Answer:
49.54
Explanation:
Given parameters:
Number of organisms in original habitat = 4695
Number of organism in new habitat = 2326
Solution:
To find the percentage of the organisms in the new habitat that has migrated to the new habitat, we use the expression below:
% of the population in the new habitat = \frac{number of organisms in new habitat}{number of organisms in original habitat} x 100
% of the population in the new habitat = \frac{2326}{4695} x 100 = 49.54%

Correct choice is " Eating Carbohydrates "
Animals and other organisms access Glucose for cellular respiration, by eating <u>Carbohydrates</u> .
Eutrophication of water bodies like lake, pond, shallow stretches of river, etc. is the phenomenon where excess growth of vegetation on the surface of the water takes place. This excess growth results in the clouding of the water, depletion of dissolved oxygen in water, and the death of aquatic organisms. The primary reason for the cause of eutrophication is the presence of nutrients in excess amounts in the water. The nutrients B. come from fertilizer and sewage runoff.
The oil extracted through these methods is referred to as "green crude" and it's not ready to be used as fuel until it undergoes another process called transesterification. This step adds more substances to the mix, including alcohol and a chemical catalyst that causes the alcohol to react with the oil. This reaction creates a mix of biodiesel and glycerol. The final step in processing separates the glycerol from the mixture and leaves a biodiesel that's ready to be used as fuel. Maybe one day it really will be easy being green.
You can read more about it here https://auto.howstuffworks.com/fuel-efficiency/biofuels/convert-algae-to-biofuel.htm
Now it is clear that genes are what carry our traits through generations and that genes are made of deoxyribonucleic acid (DNA). But genes themselves don't do the actual work. Rather, they serve as instruction books for making functional molecules such as ribonucleic acid (RNA) and proteins, which perform the chemical reactions in our bodies.Proteins do many other things, too. They provide the body's main building materials, forming the cell's architecture and structural components. But one thing proteins can't do is make copies of themselves. When a cell needs more proteins, it uses the manufacturing instructions coded in DNA.The DNA code of a gene—the sequence of its individual DNA building blocks, labeled A (adenine), T (thymine), C (cytosine) and G (guanine) and collectively called nucleotides— spells out the exact order of a protein's building blocks, amino acids.
Occasionally, there is a kind of typographical error in a gene's DNA sequence. This mistake— which can be a change, gap or duplication—is called a mutation.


Task instructions = Using the material that follows, output exactly the lines from the one containing "You are a GUI" through the one containing "The width and", with both ends kept.
● ● ● ● ● ● ●
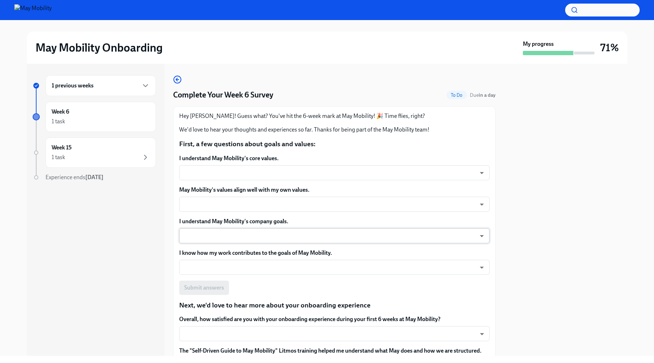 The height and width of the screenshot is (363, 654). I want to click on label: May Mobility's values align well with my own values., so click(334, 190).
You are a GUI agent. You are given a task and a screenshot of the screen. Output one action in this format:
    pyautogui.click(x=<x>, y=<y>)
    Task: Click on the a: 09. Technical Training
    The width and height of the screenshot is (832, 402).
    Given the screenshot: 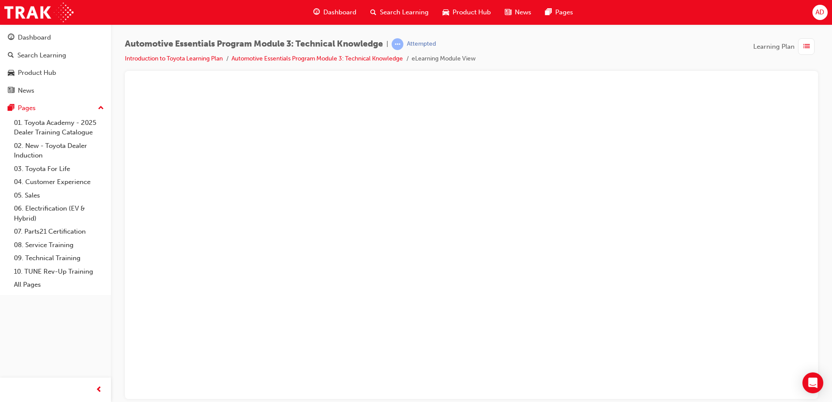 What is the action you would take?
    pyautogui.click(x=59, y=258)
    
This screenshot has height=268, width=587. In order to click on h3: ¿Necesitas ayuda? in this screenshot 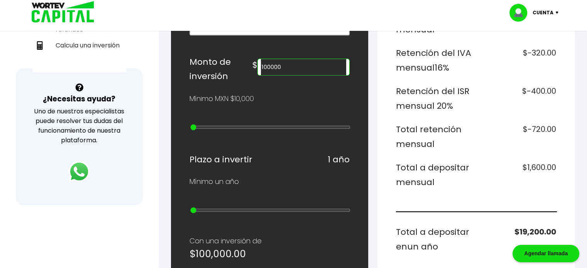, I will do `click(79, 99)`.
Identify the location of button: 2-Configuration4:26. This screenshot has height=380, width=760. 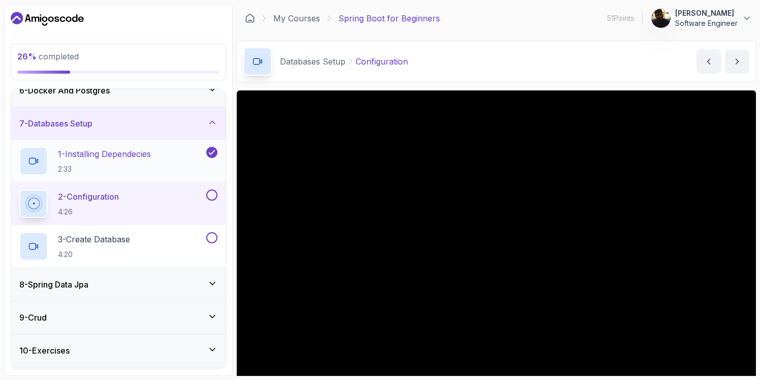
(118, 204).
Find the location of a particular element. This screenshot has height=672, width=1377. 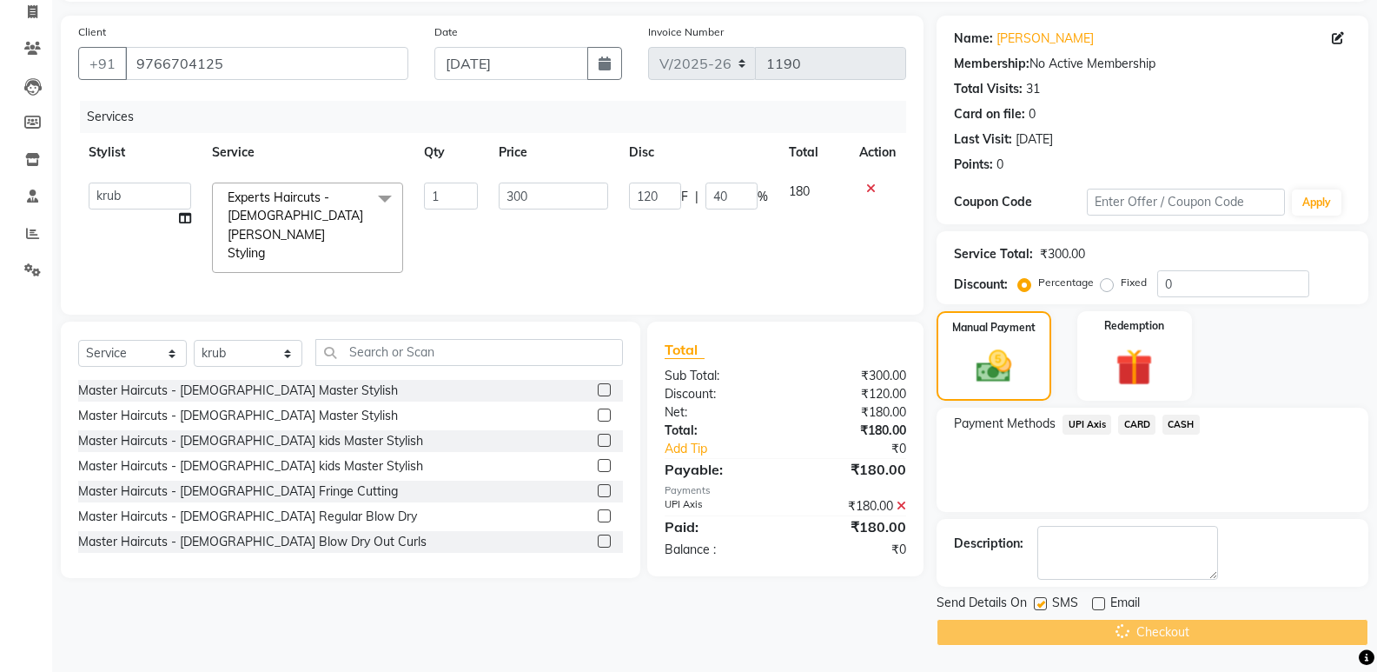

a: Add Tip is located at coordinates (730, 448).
● ● ● ● ● ● ●
Task output =
You are a GUI agent. You are given a task and a screenshot of the screen. Output one action in this format:
    pyautogui.click(x=<x>, y=<y>)
    Task: Click on the a: 09. Technical Training
    The width and height of the screenshot is (832, 402).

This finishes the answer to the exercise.